Intelligence is a concept which is due for
revision. As more is discovered about the
neurological impairments which affect performance
both in everyday life and on IQ tests it is clear
that each individual has so many different
strengths and weaknesses that it is impossible to
design a test which will fit every body, much
less to make reliable predictions from scores on
the current tests. The important concern is not
to improve the tests but to stop people being
graded on any measures which can be used to
restrict the rights and opportunities of those
who rank lowest.
81
Law
82
Early in 1979 my life at St. Nicholas went from
bad to worse, and I said I wanted to
leave. Since 1977 Rosie had been trying to
provide an accelerated primary education for me
and my friends, so we would at least have basic
literacy and maths skills. I read a lot using a
page turner Id bought from my pension.
Weekends I often spent at Chris and Rosies,
meeting their friends and catching up on missed
experiences - walking the dog, shopping for food
and clothes, eating in restaurants, going to
movies and plays, travelling on tram, train and
plane, spending and budgeting my own pocket
money. All this stopped after I complained that
a staff member had tried to hurt me. The Health
Commissions response to the first ever
complaint by a St. Nicholas resident was to
confine me to barracks and restrict my
visitors.
83
Children who went into St Nicholas were not
certified in any way. If parents asked the
hospital to look after their child, and the
hospital agreed, then the hospital simply acted
as if it had the same powers as the parents. A
1978 World Health Organization report on law and
mental health argued that children admitted by
their parents should have the same legal
protections as any involuntary detainee the
right to an advocate, a permanent right of
appeal, and regular reviews of their
incarceration. The Health Commission had never
provided any such safeguards for the children in
its care, and no thought had been given to the
position of residents who had been admitted as
children but had grown to adulthood.
84
The age of majority in Victoria is eighteen, and
I had turned eighteen in January. Legally, my
parents rights over me had terminated and so,
correspondingly, had those of the hospital.

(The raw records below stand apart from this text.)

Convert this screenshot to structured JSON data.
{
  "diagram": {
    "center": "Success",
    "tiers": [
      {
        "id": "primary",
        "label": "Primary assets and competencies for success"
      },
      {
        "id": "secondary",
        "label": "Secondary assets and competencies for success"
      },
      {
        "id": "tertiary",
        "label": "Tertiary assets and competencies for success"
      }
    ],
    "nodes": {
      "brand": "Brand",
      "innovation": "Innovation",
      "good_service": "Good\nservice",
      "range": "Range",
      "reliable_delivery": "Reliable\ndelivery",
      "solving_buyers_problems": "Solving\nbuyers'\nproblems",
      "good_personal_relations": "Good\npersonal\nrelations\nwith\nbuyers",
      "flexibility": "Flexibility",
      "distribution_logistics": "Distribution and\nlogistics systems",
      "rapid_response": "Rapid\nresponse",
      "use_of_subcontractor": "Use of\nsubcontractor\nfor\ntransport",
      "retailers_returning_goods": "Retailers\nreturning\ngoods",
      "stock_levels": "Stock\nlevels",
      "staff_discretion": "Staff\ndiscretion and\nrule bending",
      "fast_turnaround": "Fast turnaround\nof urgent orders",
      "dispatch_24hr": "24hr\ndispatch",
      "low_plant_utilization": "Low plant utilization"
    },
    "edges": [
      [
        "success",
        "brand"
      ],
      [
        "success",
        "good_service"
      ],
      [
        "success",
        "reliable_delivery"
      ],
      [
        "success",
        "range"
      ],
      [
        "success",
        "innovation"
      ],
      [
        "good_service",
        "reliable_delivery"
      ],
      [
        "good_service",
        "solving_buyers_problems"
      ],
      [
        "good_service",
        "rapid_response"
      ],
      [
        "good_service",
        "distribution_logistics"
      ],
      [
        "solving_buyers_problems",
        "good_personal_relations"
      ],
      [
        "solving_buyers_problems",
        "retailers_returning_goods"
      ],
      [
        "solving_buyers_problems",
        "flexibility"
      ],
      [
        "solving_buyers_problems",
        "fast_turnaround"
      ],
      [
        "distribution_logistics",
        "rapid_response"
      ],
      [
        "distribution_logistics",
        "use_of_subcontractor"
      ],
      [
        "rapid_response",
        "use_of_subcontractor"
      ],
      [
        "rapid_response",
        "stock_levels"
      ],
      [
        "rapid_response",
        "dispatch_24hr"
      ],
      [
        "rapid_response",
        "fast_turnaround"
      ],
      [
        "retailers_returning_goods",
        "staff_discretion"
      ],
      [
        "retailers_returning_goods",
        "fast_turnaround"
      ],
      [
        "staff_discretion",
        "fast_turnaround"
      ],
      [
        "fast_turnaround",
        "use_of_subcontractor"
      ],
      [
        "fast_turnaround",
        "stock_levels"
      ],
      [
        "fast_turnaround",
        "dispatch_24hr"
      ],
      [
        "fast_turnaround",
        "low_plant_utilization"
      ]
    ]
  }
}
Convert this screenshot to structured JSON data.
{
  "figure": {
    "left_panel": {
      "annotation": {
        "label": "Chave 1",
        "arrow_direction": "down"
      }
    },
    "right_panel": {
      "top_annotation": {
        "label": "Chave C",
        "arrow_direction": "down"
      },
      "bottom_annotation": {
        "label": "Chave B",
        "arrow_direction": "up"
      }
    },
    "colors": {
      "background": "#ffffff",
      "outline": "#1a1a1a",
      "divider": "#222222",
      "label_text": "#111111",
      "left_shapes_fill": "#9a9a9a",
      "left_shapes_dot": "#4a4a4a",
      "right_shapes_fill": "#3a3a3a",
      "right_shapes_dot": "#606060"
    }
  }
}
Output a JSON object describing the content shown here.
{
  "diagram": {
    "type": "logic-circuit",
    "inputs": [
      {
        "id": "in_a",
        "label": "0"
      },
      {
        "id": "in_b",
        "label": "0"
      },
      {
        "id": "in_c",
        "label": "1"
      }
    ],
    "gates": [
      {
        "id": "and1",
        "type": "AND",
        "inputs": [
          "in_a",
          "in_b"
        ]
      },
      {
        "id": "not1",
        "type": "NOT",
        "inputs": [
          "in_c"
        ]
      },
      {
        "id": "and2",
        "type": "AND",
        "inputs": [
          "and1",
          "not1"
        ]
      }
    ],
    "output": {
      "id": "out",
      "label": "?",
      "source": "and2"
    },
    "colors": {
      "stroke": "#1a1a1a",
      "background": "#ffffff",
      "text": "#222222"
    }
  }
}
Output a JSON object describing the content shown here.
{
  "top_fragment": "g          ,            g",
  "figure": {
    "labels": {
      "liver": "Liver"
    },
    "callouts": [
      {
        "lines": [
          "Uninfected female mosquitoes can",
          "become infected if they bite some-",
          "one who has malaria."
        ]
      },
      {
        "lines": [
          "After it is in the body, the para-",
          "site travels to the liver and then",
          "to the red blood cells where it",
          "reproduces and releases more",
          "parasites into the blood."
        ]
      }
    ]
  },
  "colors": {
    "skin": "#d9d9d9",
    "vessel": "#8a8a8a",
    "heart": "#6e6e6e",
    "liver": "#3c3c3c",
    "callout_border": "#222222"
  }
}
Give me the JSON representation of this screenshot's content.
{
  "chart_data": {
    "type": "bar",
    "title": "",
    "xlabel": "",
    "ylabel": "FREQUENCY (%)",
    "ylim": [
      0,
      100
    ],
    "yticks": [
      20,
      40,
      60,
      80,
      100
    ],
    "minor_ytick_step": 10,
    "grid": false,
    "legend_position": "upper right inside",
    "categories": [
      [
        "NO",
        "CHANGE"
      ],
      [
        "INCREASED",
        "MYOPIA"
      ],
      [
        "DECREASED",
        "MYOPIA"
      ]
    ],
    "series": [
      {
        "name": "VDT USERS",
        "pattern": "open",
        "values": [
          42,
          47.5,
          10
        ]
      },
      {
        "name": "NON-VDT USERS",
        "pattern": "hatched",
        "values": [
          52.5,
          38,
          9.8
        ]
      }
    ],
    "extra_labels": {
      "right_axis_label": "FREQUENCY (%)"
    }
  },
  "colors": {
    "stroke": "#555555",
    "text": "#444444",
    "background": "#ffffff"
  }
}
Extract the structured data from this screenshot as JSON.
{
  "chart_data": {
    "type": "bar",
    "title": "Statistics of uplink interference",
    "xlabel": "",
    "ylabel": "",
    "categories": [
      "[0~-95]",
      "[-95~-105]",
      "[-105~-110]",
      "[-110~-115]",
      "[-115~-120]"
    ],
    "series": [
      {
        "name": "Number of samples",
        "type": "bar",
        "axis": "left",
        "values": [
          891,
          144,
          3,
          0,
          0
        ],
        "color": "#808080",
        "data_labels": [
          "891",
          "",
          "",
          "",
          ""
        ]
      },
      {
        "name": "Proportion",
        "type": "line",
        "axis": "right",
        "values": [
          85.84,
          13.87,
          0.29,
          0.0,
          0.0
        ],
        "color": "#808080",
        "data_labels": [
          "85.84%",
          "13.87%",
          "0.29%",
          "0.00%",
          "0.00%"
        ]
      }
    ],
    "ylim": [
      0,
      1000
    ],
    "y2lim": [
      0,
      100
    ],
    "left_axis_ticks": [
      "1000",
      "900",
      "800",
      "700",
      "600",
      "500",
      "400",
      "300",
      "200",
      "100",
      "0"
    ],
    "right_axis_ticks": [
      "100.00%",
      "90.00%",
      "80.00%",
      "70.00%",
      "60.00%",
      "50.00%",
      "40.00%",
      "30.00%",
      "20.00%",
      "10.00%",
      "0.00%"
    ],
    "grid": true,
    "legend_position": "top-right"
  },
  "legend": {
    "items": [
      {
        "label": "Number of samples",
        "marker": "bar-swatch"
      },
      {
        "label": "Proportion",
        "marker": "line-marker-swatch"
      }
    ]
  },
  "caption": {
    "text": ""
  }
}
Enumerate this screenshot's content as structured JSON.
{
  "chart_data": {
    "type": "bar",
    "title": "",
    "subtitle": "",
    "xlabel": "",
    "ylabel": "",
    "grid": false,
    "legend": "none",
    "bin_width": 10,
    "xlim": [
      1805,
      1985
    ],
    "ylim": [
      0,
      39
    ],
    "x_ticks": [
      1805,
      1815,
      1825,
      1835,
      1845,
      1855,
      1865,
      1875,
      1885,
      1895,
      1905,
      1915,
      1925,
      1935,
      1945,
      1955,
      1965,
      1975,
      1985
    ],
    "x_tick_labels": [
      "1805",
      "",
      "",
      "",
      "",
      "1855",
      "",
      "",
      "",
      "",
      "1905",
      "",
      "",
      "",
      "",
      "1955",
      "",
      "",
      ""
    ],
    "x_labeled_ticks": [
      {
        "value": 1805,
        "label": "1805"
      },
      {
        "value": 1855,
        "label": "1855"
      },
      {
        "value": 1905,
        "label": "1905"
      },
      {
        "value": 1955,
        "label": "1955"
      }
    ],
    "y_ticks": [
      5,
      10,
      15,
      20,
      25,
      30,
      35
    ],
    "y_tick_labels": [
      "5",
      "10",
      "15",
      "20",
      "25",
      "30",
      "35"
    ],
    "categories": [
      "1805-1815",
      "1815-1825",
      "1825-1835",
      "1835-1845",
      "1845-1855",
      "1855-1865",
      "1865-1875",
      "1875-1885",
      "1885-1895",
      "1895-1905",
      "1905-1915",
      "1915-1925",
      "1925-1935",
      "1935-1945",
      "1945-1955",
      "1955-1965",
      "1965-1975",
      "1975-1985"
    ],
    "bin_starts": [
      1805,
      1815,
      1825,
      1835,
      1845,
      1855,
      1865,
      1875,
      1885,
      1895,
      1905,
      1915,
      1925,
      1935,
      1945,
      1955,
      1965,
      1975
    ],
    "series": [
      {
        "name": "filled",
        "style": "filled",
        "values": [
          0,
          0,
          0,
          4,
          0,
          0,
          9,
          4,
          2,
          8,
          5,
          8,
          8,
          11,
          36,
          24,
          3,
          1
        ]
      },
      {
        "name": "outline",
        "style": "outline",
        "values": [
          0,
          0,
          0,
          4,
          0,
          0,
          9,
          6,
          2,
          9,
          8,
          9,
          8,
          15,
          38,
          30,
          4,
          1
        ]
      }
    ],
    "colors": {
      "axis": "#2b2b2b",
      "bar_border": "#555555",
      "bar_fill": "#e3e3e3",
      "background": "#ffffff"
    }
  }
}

If
I had been able to walk out of the hospital
nobody would have had any legal grounds for
preventing my departure. I could not walk out
of St Nicholas, and St Nicholas had no intention
of allowing anybody to walk out with me. The
doctors contention was that as I only had the
intelligence of a two-year-old I was incapable
of forming an intention to leave, and therefore
they were not keeping me against my will.
85
My only way out was to go to the Supreme Court
and seek a writ of Habeas Corpus. Habeas corpus
is rarely invoked, and the medical profession was
being challenged by an ancient and honourable
legal process designed to protect people from
unlawful restraint.
86

Poor Margie - when she carried me out of the
Supreme Court, which was totally inaccessible,
she didnt expect to find herself on the front
page of The Age.
The Age10.5.1979Page 1
87
The SunMay 18, 1979 Page 1
88
First day out! Chris and I have both aged a bit
since this photo was taken in 1979. You can see
why it was very hard for people to see me as a
competent adult!
89
Unless someone makes a jump by going outside the
handicapped persons previous stage of
communication, there is no way the speechless
person can do so. Failure is no crime. Failure to
give someone the benefit of doubt is. Annies
Coming Out, 1980
90
(No Transcript)
91
Anne - height from age 4 to age 30
92
Anne - weight from age 4 to age 30
93
(No Transcript)
94
People without disabilities dont know how much
we who cant work look forward to finding a way
to contribute. Giving presentations like this
may be a way for me to help other people with
disabilities, but its much harder to find ways
of contributing to the wider community. Im able
to sponsor a child for World Vision, but few
people with severe disabilities have the
necessary money. Finding a meaningful way for
people with severe disabilities to contribute is
a challenge for the next generation.